I'm suspicious -- and if I had more time I would be more suspicious of my suspicions -- for two reasons: one, a lot of those studies on the google docs list are preprints.  But more importantly, the call for "individual-level information."  What does this mean? I don;t think anyone is working with "individual level information" in all of these studies, so why does this one become a target?

1. Because it's Harvard PH, of Six Cities study fame, first linking air pollution to increased mortality and the key reference point for US air pollution regulation. There's a long history of the oil industry and their scientists just trying to pick holes and cast doubt on these studies out of Harvard.

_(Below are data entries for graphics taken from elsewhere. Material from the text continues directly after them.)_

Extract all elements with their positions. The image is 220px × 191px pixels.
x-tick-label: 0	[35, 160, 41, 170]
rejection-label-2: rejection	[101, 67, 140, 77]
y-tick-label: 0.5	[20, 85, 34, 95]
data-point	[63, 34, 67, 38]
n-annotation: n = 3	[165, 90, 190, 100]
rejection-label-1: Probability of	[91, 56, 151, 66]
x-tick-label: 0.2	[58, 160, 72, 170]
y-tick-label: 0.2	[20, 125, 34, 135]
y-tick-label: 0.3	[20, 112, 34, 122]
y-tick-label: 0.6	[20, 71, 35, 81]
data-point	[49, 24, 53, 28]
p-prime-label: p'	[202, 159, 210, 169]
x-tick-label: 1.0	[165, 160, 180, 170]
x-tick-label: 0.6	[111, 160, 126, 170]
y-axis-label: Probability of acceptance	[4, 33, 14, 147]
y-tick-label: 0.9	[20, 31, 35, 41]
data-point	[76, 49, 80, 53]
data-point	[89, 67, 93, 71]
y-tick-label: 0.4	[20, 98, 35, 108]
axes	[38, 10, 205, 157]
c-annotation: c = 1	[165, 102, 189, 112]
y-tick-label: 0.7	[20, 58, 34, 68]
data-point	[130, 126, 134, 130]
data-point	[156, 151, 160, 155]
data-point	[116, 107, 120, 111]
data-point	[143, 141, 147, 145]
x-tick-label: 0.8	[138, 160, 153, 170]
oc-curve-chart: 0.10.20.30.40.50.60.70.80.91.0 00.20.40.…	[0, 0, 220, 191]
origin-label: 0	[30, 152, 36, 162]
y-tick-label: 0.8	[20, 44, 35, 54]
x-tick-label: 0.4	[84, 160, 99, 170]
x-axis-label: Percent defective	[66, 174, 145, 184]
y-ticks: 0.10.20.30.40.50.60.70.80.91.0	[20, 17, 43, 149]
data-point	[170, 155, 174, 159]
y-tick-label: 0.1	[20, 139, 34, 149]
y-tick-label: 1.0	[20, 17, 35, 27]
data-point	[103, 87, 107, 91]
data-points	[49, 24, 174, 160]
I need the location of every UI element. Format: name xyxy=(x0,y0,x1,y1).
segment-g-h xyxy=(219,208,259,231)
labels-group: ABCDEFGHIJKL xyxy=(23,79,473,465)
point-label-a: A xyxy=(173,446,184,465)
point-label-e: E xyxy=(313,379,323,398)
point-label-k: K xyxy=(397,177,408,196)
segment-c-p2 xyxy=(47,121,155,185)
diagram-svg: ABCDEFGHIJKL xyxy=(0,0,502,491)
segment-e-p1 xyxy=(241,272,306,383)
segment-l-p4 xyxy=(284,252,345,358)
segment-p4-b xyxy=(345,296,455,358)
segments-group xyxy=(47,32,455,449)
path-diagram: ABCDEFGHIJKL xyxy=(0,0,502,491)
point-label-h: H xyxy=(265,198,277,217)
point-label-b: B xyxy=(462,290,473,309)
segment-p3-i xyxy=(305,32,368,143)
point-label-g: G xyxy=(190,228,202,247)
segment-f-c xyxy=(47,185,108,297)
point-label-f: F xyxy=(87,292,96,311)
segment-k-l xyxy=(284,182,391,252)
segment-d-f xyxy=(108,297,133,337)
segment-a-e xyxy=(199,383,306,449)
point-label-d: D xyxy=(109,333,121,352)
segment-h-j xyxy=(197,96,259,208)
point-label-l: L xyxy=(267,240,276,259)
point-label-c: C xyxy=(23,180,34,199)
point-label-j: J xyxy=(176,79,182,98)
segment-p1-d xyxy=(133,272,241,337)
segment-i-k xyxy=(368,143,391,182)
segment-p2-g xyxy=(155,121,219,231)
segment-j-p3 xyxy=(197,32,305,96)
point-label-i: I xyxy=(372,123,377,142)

2. The criticism smacks of the most recent devious strategy of the air regulation opponents, which is to call for individiual level data in epidemiological to be released in the name of "transparency." Which can't be done.

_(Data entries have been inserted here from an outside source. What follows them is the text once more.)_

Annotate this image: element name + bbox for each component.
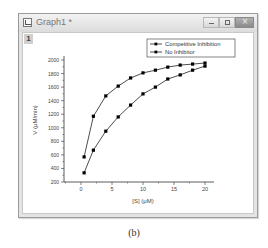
plot-area: 2004006008001000120014001600180020000510… bbox=[0, 0, 268, 248]
x-tick-label: 10 bbox=[140, 186, 146, 192]
y-tick-label: 2000 bbox=[48, 57, 59, 63]
data-point-marker bbox=[104, 130, 107, 133]
data-point-marker bbox=[141, 71, 144, 74]
y-tick-label: 1200 bbox=[48, 111, 59, 117]
data-point-marker bbox=[203, 65, 206, 68]
data-point-marker bbox=[179, 73, 182, 76]
data-point-marker bbox=[104, 94, 107, 97]
data-point-marker bbox=[191, 62, 194, 65]
x-axis-label: [S] (μM) bbox=[132, 198, 153, 204]
data-point-marker bbox=[129, 76, 132, 79]
data-point-marker bbox=[179, 63, 182, 66]
data-point-marker bbox=[154, 86, 157, 89]
legend-marker bbox=[155, 43, 158, 46]
data-point-marker bbox=[166, 77, 169, 80]
y-tick-label: 1000 bbox=[48, 125, 59, 131]
data-point-marker bbox=[92, 115, 95, 118]
data-point-marker bbox=[191, 69, 194, 72]
x-tick-label: 0 bbox=[79, 186, 82, 192]
x-tick-label: 15 bbox=[171, 186, 177, 192]
data-point-marker bbox=[154, 69, 157, 72]
data-point-marker bbox=[166, 66, 169, 69]
x-tick-label: 5 bbox=[110, 186, 113, 192]
y-tick-label: 1800 bbox=[48, 71, 59, 77]
legend-label: Competitive Inhibition bbox=[165, 41, 220, 47]
legend-marker bbox=[155, 51, 158, 54]
data-point-marker bbox=[117, 115, 120, 118]
figure-caption: (b) bbox=[0, 227, 268, 238]
data-point-marker bbox=[141, 92, 144, 95]
data-point-marker bbox=[92, 149, 95, 152]
y-tick-label: 800 bbox=[51, 138, 60, 144]
series-lines bbox=[83, 61, 207, 174]
legend: Competitive InhibitionNo Inhibitor bbox=[147, 39, 235, 57]
data-point-marker bbox=[83, 171, 86, 174]
y-tick-label: 1400 bbox=[48, 98, 59, 104]
y-axis-label: V (μM/min) bbox=[32, 105, 38, 134]
legend-label: No Inhibitor bbox=[165, 49, 195, 55]
series-line bbox=[84, 63, 205, 157]
axes: 2004006008001000120014001600180020000510… bbox=[32, 56, 214, 204]
y-tick-label: 600 bbox=[51, 152, 60, 158]
data-point-marker bbox=[117, 84, 120, 87]
y-tick-label: 400 bbox=[51, 165, 60, 171]
x-tick-label: 20 bbox=[202, 186, 208, 192]
y-tick-label: 1600 bbox=[48, 84, 59, 90]
series-line bbox=[84, 66, 205, 173]
data-point-marker bbox=[203, 61, 206, 64]
data-point-marker bbox=[129, 103, 132, 106]
y-tick-label: 200 bbox=[51, 179, 60, 185]
data-point-marker bbox=[83, 155, 86, 158]
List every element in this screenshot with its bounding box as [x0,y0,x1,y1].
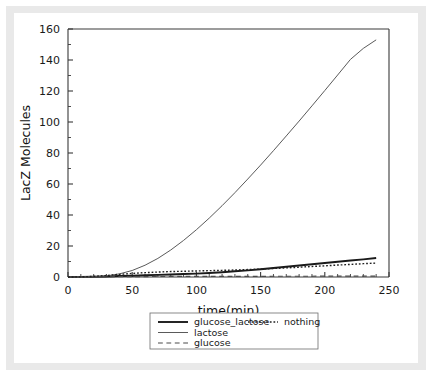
legend-label-nothing: nothing [284,316,320,327]
y-axis-title: LacZ Molecules [18,105,33,201]
y-tick-label: 140 [39,54,60,67]
x-tick-label: 0 [65,284,72,297]
y-tick-label: 120 [39,85,60,98]
x-tick-label: 250 [379,284,400,297]
x-tick-label: 200 [314,284,335,297]
chart-svg: 020406080100120140160050100150200250time… [14,13,418,363]
screenshot-page: 020406080100120140160050100150200250time… [0,0,432,376]
y-tick-label: 80 [46,147,60,160]
legend-label-glucose_lactose: glucose_lactose [194,316,269,327]
y-tick-label: 100 [39,116,60,129]
y-tick-label: 160 [39,23,60,36]
x-tick-label: 50 [125,284,139,297]
y-tick-label: 40 [46,209,60,222]
x-tick-label: 100 [186,284,207,297]
x-tick-label: 150 [250,284,271,297]
chart-figure: 020406080100120140160050100150200250time… [14,13,418,363]
legend-label-glucose: glucose [194,337,231,348]
series-line-lactose [68,40,376,277]
y-tick-label: 20 [46,240,60,253]
y-tick-label: 60 [46,178,60,191]
legend-label-lactose: lactose [194,327,228,338]
y-tick-label: 0 [53,271,60,284]
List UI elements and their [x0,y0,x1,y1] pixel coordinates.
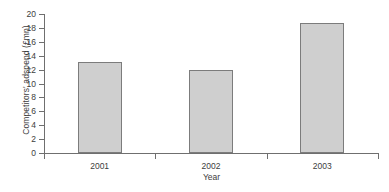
x-axis-tick [155,154,156,159]
y-axis-tick-label: 0 [0,148,36,158]
y-axis-tick-label: 6 [0,106,36,116]
y-axis-tick [39,125,44,126]
y-axis-tick [39,28,44,29]
y-axis-tick-label: 14 [0,51,36,61]
y-axis-tick-label: 18 [0,23,36,33]
x-axis-tick [378,154,379,159]
y-axis-tick-label: 2 [0,134,36,144]
y-axis-tick [39,84,44,85]
y-axis-tick [39,42,44,43]
bar [300,23,344,153]
x-axis-title: Year [44,172,379,182]
y-axis-tick-label: 16 [0,37,36,47]
x-axis-line [44,153,379,154]
y-axis-tick [39,97,44,98]
bar-chart-figure: Competitors' adspend (£mn) 2018161412108… [0,0,389,192]
y-axis-tick [39,111,44,112]
x-axis-tick-label: 2002 [176,161,246,171]
bar [189,70,233,153]
y-axis-tick-label: 12 [0,65,36,75]
figure-caption [6,187,376,192]
x-axis-tick-label: 2003 [287,161,357,171]
y-axis-tick [39,70,44,71]
y-axis-line [44,14,45,154]
x-axis-tick [267,154,268,159]
y-axis-tick-label: 8 [0,92,36,102]
x-axis-tick [44,154,45,159]
y-axis-tick-label: 20 [0,9,36,19]
y-axis-tick [39,56,44,57]
bar [78,62,122,153]
y-axis-tick [39,139,44,140]
y-axis-tick [39,14,44,15]
y-axis-tick-label: 10 [0,79,36,89]
y-axis-tick-label: 4 [0,120,36,130]
x-axis-tick-label: 2001 [65,161,135,171]
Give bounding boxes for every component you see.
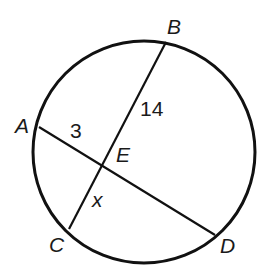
segment-label-ae: 3 bbox=[70, 119, 82, 142]
circle-chords-diagram: A B C D E 3 14 x bbox=[0, 0, 266, 279]
point-label-d: D bbox=[220, 234, 235, 257]
point-label-c: C bbox=[49, 233, 65, 256]
segment-label-ce: x bbox=[91, 188, 104, 211]
point-label-a: A bbox=[13, 114, 29, 137]
circle bbox=[33, 41, 255, 263]
point-label-e: E bbox=[116, 143, 131, 166]
chord-bc bbox=[69, 42, 166, 229]
segment-label-be: 14 bbox=[140, 97, 164, 120]
point-label-b: B bbox=[167, 15, 181, 38]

So who are these Canadian guys and are they up to something more than "just raising questions and being good scientific skeptics"?

UPDATE 1 HOUR LATER:

So I looked them up: Mark Goldberg was a member of the Reanalysis Team of the Health Effects Institute that validated the Six Cities Study: 

https://theasthmafiles.org/content/hei-validation-six-cities-study

Unlikely, then, that he is some undustry beard...

ENVOI

mikefortun
Annotation of

ENVOI

p.232: "In these pages, I have repeatedly emphasized the complicity between subject and object of investigation. My role in this essay, as subject of investigation, has been entirely parasitical, since my only object has been the Subaltern Studies themselves. Yet I am part of their object as well. Situated within the current academic theater of cultural imperialism, with a certain carte d'entree into the elite theoretical ateliers in France, I bring news of power lines within the palace. Nothing can function without us, yet the part is at least historically ironic. What of the poststructuralist suggestion that all work is parasitical, slightly to the side of that which one wishes adequately to cover, that critic (historian) and text (subaltern) are always "beside themselves"? The chain of complicity does not halt at the closure of an essay."

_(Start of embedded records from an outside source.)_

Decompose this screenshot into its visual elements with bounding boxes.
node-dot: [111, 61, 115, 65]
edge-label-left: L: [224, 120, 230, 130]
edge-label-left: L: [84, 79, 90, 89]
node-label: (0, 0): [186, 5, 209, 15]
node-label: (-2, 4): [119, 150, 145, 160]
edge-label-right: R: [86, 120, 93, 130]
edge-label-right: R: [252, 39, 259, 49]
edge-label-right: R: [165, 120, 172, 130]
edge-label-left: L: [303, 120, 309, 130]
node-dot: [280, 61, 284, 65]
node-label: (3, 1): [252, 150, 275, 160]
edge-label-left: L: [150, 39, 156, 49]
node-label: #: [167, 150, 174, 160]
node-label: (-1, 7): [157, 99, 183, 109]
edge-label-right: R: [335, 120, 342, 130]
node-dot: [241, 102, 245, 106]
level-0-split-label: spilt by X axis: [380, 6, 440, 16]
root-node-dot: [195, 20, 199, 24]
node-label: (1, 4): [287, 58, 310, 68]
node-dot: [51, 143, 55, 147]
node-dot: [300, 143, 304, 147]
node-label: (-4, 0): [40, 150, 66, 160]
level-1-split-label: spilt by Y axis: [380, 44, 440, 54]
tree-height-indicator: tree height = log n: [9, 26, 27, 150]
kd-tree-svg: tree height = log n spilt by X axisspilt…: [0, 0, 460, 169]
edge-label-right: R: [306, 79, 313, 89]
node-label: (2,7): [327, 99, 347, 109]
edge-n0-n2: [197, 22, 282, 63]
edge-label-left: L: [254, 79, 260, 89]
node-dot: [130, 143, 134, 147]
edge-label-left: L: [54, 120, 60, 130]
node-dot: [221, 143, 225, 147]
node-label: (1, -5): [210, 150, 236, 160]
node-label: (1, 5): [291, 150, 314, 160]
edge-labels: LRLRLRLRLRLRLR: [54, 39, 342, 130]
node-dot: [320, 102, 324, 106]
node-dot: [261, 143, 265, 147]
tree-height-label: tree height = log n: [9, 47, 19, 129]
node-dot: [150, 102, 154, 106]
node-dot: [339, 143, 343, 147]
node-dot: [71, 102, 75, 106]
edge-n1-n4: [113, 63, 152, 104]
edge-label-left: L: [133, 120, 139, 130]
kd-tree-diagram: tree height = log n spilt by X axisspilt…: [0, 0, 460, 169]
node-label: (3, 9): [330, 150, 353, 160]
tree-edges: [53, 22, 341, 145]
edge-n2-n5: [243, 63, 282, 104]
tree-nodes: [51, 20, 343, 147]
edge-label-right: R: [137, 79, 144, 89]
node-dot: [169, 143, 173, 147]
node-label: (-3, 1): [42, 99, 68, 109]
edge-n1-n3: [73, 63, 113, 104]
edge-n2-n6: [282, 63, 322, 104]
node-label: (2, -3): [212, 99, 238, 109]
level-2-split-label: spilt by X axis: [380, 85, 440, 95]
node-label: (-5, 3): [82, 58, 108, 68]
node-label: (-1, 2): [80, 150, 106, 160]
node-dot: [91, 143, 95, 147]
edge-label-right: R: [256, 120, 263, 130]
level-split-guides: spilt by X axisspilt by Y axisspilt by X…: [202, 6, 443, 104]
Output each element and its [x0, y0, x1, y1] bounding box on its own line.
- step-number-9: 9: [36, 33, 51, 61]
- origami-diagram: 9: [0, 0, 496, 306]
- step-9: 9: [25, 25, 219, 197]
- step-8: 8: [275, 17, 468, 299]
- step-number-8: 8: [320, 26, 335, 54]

re-reading Marx's 11th thesis

mikefortun
Annotation of

p217: "[Subaltern Studies] can never be continuous with the subaltern's situational and uneven entry into political (not merely disciplinary, as in the case of the collective) hegemony as the content of an afterthe- fact description. This is the always asymmetrical relationship between the interpretation and transformation of the world which Marx marks in the eleventh thesis on Feuerbach. There the contrast is between the words haben interpretiert (present participle—a completed action—of interpretieren— the Romance verb which emphasizes the establishment of a meaning that is commensurate with a phenomenon through the metaphor of the fair exchange of prices) and zu verandern (infinitive—always open to the future—of the German verb which "means" strictly speaking, "to make other"). The latter expression matches haben interpretiert neither in its Latinate philosophical weight nor in its signification of propriety and completion, as transformierien would have done. Although not an unusual word, it is not the most common word for "change" in German—verwandeln. In the open-ended "making-other"—Veranderung—of the properly self-identical—adequately interpretiert—lies an allegory of the theorist's relationship to his subject-matter."